When Andy brings him back to Moscow, Misha discovers they have a fat, spoiled son, and that Misha now sees the CGI-generated brand creatures that attach themselves to people, growing fatter as their hosts fatten themselves.  Strangely, no one believes Misha when he says he sees these things, and Andy and son leave him.  Misha throws himself into his new work: conning a Chinese company that wants to bring a chain of vegetarian fast-food outlets to Russia (easily the most improbable part of this whole story).  He uses them to finance a media campaign about the dangers of beef, all of which allows the giant CGI monster egg on top of the Chinese company's building to grow and grow, until out hatches…a carnivorous, brand-eating dragon that starts eating the other brand creatures. Misha's efforts lead to a global ban on advertising, and to the return of his estranged wife and son.  Even reality show coma girl wakes up, thin and wobbly, but with great hair.  In the end, the cow-head constellation looks down from on high, and sees that it is good. 

Branded has all the hallmarks of hilariously terrible B-movies, starting with a voice-over narrator providing backstory at every turn.  Tambor and Sobieski fulfill the typical role of actors who are too good for this material, while Ed Stoppard is…perfectly at home.  Finally, Russia has its very own equivalent to Plan 9 from Outer Space

This really needs to become a midnight cult movie

Branded is not exactly an alien invasion movie, but it is not exactly not an alien invasion movie, either.  It’s possible that the cow-shaped constellation guiding Misha on his spiritual journey is an alien entity (she is, after all, literally floating in outer space).  She might be a primal bovine god; certainly, Misha’s ritual evokes caricatured representations of “primitive” worship, while the red cow could be a reference to the red heifer that some premillenialist Christians believe to be a prerequisite to Christ’s return. None of this adds up to anything coherent, of course, but by this point that should hardly be a surprise. 

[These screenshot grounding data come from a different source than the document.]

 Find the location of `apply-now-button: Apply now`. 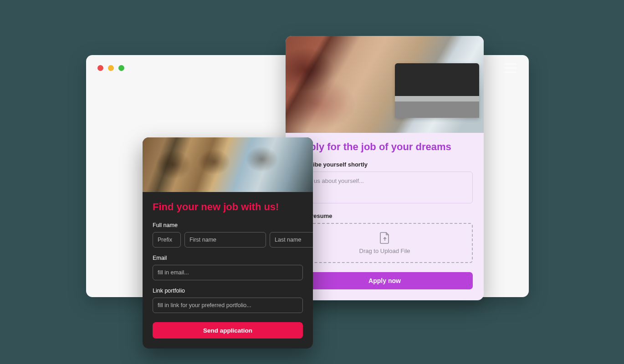

apply-now-button: Apply now is located at coordinates (384, 281).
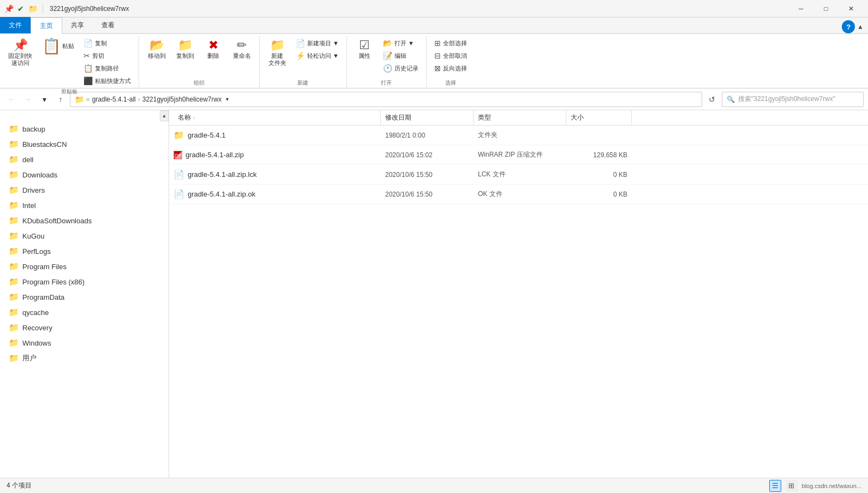  What do you see at coordinates (84, 343) in the screenshot?
I see `sidebar-item-windows: 📁Windows` at bounding box center [84, 343].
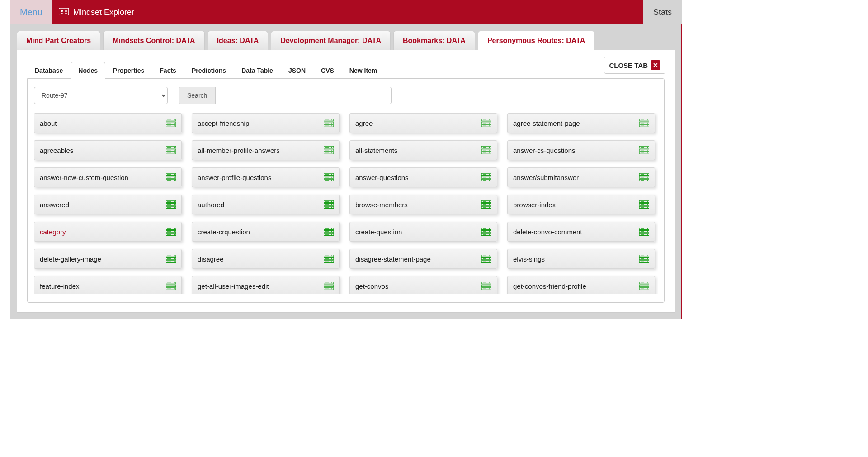  What do you see at coordinates (211, 205) in the screenshot?
I see `node-label: authored` at bounding box center [211, 205].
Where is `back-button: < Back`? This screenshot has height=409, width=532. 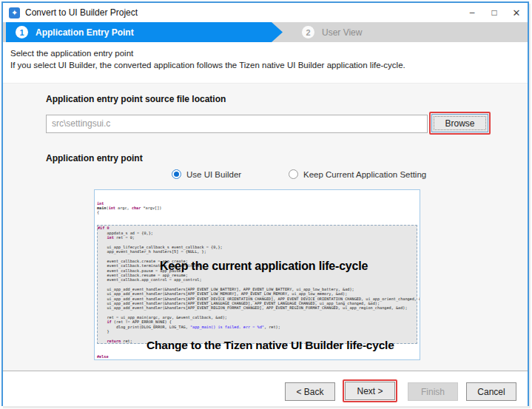
back-button: < Back is located at coordinates (310, 392).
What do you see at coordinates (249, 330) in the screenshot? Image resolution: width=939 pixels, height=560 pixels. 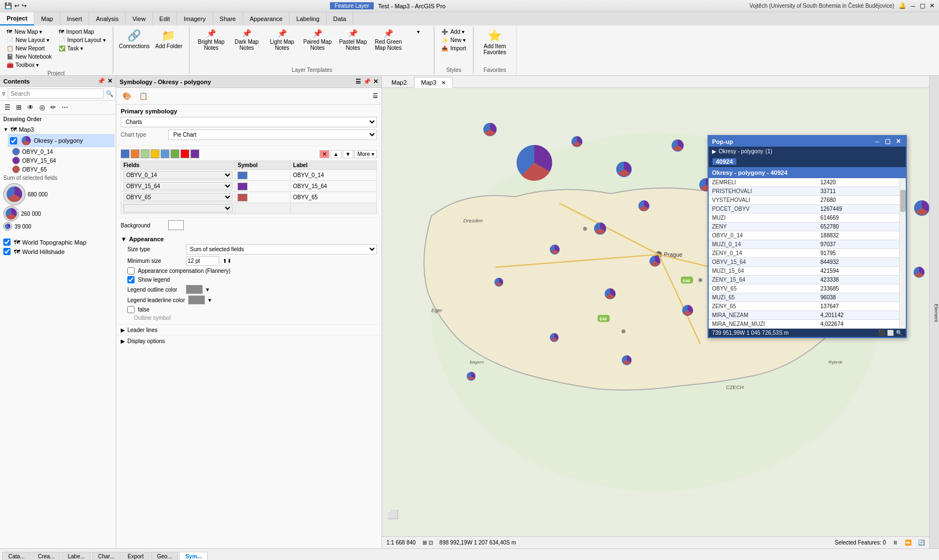 I see `leader-lines-section: ▶ Leader lines` at bounding box center [249, 330].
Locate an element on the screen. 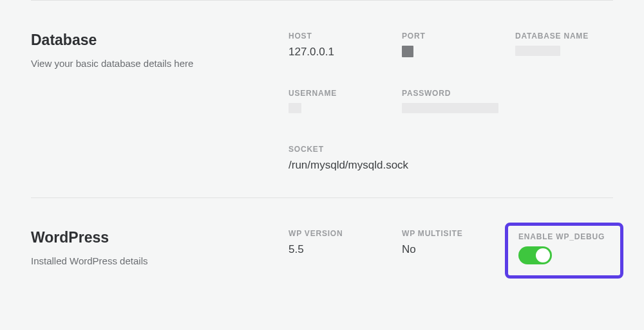 The image size is (644, 330). username-value is located at coordinates (337, 109).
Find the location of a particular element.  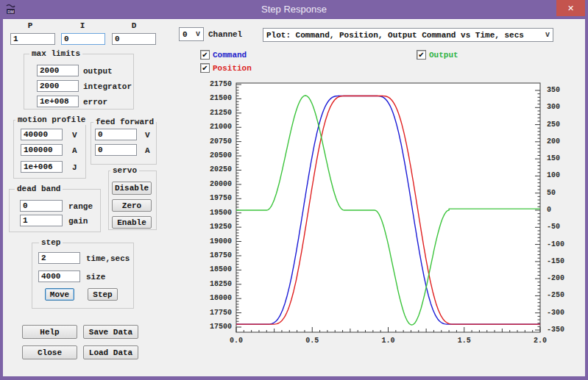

The message of the movie (that branding and advertising are bad) is not a new one, and it has been delivered much better many times before, including in Russia (both Pelevin's novel Homo Zapiens and its cinematic adaptation).  It checks all the boxes for Russian postcommunist anxiety about a degraded, market-based culture in a disordered, agglutinative mess that may as well be a snapshot of a segment of the collective unconscious.  It is also a paradox from start to finish. Audre Lord famously proclaimed that "the master's tools will never dismantle the master's house," but the makers of Branded appear to have raided the entire toolshed in the hopes that she was wrong.  How do they develop a polemic about the evils of capitalist marketing and brands? By working as a Russian-American writing and directing team and somehow convincing well-known and respectable Western actors to star in it. They have produced a film that tries very hard to look like an American movie of its time, completely with huge swaths of CGI. Perhaps the greatest irony is that, as Charlie Jane Anders writes, they are guilty of false advertising," with trailers that promise a "weird, surrealistic version of They Live " luring moviegoers to dismal and unoriginal treatise about the evils of late capitalism.  Branded argues for purity from a place of hybridity.  As we shall see, hybridity can be both a boon and a danger in Russian cinema about alien influence, but here it is simply a dead end.


Note

[1] "Branded is a Terrible, Terrible Movie" (reelchanger.net) "Make no mistake about it, this is a horrible movie" (Moviemoses.blog). Jim Batts calls it a "cinematic endurance test."